22 October 2001

Lefties Have A Better Memory

by Kate Melville

Does coming from a family full of "lefties" tend to make a person better at remembering events? The data from two recent experiments answer in the affirmative. What's more, psychologists may finally be able to explain why kids don't remember events until they are about four years old. This recent research is reported in the October issue of Neuropsychology, published by the American Psychological Association (APA).

Stephen D. Christman, Ph.D., and Ruth E. Propper, Ph.D., of the University of Toledo in Ohio, studied memory as a function of family handedness. Interestingly, people don't have to be personally left-handed to share a unique trait: There is evidence that the two brain hemispheres of even right-handers with left-handed relatives share functions more equally, interact more and are connected by a larger corpus callosum (the bundle of mediating fibers) than the hemispheres of people with right-handed relatives. Although it is not well understood, there is a hereditary component to handedness.

Christman and Propper studied two types of memory -- episodic (the recall and recognition of events) and non-episodic (factual memory and implicit memory, the latter of which concerns things people "just know"). Strength or weakness in either, says Christman, "may not have much effect in educational settings, as we can recall things we have learned by 'remembering' them (episodic memory) or by 'knowing' them (implicit memory). The main difference is that people who 'remember' can also recall details about the time and place at which they first learned this fact."

In the first experiment, which studied 180 right-handed Air Force recruits at Lackland Air Force Base in San Antonio, Christman and Propper found that for different types of word-memory tasks, participants with left-handed relatives had superior episodic memory and inferior implicit memory, at a rate greater than chance. The researchers therefore speculate that a higher level of inter-hemispheric interaction facilitates episodic memory.

In the second experiment, the authors studied episodic and semantic (factual) memory in 84 right-handed undergraduates, studying what happened when they presented words and letter strings to either one part of the brain or to both. When Christman and Propper presented stimuli to one part of the brain, participants remembered facts better. When the researchers presented stimuli to both halves of the brain, participants remembered events better -- again supporting the role of inter-hemispheric processing in episodic memory.

Christman and Propper conclude that because our brains' two halves work together to help us remember events, people whose brains' halves work together more actively (people with left-handedness in their families) remember events better than they remember facts. As a result, the authors say that memory studies should factor in the familial and probably personal handedness of participants (having a weak versus strong hand preference may also matter). Further research may help explain why episodic memory benefits from the two halves working together, whereas factual/implicit memory is better processed in one half alone.

The researchers stress that memory performance has nothing to do with so-called "brain dominance." "While the notion of people being right-brained or left-brained is common in the popular press," says Christman, "it has received very little support in the scientific literature. Both hemispheres of all people are going to be involved in virtually all tasks."

Finally, the findings shed light on why children have no episodic memories until about age 4. The onset of episodic memory roughly coincides with the corpus callosum's maturation and myelinization, the growth of fatty protective sheaths around nerve fibers. In light of the findings, it would mean that a functional corpus callosum is critical in the formation of event memories and therefore explain why its maturation in early childhood is at least partly responsible for the emergence of episodic memory.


### Assigned task
When a line of the records contains "will", copy it.

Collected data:
+-------+

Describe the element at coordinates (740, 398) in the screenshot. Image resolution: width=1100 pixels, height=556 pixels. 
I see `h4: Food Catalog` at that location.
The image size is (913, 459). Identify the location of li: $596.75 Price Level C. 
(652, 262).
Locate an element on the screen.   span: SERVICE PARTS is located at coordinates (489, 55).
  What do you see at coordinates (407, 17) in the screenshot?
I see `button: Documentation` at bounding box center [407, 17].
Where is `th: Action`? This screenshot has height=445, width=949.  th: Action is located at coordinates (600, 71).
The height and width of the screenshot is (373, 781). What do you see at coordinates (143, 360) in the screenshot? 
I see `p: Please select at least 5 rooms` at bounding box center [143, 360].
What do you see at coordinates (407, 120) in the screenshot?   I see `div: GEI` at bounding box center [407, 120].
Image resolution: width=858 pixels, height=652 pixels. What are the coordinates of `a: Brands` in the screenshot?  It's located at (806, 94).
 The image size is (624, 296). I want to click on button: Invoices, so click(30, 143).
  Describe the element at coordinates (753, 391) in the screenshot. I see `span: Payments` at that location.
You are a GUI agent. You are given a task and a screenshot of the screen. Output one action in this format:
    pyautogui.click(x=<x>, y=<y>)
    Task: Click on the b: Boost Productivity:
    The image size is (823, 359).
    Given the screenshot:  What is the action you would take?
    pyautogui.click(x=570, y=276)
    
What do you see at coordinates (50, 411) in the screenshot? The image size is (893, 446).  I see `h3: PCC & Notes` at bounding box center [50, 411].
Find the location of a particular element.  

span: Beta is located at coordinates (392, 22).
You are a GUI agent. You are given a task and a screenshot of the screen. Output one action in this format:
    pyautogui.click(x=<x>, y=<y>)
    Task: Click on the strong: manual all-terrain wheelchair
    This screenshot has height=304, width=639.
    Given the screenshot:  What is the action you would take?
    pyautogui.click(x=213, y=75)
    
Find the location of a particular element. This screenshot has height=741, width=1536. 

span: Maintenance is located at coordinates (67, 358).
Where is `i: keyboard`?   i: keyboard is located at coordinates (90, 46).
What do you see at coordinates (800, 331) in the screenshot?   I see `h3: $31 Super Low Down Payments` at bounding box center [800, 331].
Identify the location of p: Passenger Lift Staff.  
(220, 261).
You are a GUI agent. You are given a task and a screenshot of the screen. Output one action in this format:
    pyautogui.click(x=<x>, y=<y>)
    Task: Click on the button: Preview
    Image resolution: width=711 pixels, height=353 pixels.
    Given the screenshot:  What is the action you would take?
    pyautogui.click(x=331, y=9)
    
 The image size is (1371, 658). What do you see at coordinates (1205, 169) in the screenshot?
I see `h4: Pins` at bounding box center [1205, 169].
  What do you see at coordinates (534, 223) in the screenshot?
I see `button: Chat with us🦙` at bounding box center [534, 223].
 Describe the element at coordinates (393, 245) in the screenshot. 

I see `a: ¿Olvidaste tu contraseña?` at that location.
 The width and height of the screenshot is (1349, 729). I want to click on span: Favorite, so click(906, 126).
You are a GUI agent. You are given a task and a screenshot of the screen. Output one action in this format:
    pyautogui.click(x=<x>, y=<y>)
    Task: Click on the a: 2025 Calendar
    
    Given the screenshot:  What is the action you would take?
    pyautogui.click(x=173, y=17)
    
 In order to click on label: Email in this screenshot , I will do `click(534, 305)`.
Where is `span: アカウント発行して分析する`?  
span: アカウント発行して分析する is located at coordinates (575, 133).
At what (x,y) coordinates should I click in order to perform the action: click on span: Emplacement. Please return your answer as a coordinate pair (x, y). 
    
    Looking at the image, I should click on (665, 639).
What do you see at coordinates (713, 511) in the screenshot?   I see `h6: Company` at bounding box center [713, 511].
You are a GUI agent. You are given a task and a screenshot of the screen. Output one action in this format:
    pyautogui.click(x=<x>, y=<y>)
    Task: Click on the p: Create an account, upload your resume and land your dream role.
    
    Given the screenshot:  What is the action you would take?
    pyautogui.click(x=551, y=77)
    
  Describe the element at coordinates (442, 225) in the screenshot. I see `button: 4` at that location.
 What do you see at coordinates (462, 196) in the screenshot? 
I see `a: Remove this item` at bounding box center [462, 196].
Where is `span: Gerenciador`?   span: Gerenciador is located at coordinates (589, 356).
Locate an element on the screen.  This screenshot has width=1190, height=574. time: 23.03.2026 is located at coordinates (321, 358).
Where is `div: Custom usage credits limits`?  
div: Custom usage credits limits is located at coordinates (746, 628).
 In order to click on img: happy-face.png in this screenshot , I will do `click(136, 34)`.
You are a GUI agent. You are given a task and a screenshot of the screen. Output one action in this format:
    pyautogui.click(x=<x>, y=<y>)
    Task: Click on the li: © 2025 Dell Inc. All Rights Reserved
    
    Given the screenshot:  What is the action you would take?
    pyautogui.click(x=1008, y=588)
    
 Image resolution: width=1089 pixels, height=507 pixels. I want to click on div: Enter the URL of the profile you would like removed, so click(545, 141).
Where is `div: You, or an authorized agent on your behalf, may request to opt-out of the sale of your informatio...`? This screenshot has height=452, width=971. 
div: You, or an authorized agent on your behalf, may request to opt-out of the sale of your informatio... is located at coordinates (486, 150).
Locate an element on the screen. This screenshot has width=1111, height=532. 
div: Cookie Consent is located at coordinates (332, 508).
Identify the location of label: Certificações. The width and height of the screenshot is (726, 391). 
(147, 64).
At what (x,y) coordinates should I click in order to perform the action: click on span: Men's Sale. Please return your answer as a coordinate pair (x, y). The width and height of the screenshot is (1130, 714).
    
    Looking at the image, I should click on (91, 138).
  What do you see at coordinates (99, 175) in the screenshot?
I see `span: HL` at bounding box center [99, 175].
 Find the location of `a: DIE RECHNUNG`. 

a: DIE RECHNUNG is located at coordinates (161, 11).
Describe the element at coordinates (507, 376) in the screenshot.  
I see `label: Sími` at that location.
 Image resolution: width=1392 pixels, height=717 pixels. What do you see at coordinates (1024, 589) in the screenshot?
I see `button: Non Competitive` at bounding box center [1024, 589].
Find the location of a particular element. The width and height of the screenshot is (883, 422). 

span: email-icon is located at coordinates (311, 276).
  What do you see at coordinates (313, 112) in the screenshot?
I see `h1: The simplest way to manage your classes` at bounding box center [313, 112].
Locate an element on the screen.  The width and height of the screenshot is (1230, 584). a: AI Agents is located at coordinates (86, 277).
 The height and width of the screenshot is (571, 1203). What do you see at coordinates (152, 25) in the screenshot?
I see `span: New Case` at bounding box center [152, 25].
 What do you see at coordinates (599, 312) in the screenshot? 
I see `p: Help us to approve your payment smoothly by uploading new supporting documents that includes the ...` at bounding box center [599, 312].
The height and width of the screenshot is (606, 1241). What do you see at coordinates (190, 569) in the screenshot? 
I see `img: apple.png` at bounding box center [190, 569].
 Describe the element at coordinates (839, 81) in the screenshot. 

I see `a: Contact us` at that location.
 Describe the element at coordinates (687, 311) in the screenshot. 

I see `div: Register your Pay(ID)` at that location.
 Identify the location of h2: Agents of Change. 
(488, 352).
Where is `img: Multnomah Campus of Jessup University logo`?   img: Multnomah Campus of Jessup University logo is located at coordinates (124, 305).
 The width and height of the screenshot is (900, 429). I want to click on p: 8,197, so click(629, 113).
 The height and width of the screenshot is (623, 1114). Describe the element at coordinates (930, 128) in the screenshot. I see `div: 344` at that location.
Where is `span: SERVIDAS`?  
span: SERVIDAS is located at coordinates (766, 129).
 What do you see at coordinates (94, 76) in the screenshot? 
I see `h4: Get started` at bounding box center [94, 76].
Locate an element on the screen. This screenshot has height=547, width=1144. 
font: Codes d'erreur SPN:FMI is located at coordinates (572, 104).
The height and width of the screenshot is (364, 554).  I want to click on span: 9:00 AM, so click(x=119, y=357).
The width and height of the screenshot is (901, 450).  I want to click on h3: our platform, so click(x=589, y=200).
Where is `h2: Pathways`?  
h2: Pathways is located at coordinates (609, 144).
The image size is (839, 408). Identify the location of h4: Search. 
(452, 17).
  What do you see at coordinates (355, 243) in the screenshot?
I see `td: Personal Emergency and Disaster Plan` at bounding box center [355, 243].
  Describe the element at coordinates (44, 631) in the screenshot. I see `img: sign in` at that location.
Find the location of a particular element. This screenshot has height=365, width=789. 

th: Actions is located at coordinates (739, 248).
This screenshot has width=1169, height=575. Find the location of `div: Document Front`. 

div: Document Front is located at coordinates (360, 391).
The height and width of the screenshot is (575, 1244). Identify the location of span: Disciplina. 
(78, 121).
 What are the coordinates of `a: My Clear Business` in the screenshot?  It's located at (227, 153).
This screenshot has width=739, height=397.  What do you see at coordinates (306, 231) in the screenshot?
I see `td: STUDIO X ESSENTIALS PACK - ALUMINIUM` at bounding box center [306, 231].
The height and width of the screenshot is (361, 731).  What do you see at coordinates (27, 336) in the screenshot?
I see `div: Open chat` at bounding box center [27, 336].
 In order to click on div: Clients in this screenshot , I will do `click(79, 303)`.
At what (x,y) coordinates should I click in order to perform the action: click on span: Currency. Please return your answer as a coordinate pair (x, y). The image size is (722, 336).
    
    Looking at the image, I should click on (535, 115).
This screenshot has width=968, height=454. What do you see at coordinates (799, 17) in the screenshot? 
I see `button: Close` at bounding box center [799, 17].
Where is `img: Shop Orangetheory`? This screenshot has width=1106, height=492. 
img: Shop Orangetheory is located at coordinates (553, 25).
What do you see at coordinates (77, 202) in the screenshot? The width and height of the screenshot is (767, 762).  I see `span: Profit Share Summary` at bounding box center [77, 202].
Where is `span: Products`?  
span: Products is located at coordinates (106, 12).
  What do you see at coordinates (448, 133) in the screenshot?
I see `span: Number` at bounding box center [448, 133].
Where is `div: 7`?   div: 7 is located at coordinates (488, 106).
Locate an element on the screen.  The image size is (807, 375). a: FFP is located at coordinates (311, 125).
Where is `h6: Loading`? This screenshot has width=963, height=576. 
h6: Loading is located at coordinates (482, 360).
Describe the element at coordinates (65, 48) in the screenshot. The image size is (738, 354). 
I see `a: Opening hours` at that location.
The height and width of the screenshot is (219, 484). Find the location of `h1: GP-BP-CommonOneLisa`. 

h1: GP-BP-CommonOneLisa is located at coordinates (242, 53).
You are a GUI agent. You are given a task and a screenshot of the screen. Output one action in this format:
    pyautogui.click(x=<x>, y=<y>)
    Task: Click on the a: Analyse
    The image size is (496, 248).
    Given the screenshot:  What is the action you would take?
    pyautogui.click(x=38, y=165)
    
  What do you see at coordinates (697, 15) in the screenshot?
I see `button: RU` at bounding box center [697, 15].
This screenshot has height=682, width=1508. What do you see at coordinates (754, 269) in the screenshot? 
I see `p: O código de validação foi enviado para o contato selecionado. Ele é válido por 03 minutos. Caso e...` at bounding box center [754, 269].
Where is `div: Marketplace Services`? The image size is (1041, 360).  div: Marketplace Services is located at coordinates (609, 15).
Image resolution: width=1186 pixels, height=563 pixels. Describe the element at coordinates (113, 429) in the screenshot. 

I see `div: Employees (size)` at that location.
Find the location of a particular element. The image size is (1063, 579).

+-------+

### Response to the task
 In order to click on label: Email in this screenshot , I will do `click(534, 305)`.
 In order to click on img: happy-face.png in this screenshot , I will do `click(136, 34)`.
 In order to click on div: Clients in this screenshot , I will do `click(79, 303)`.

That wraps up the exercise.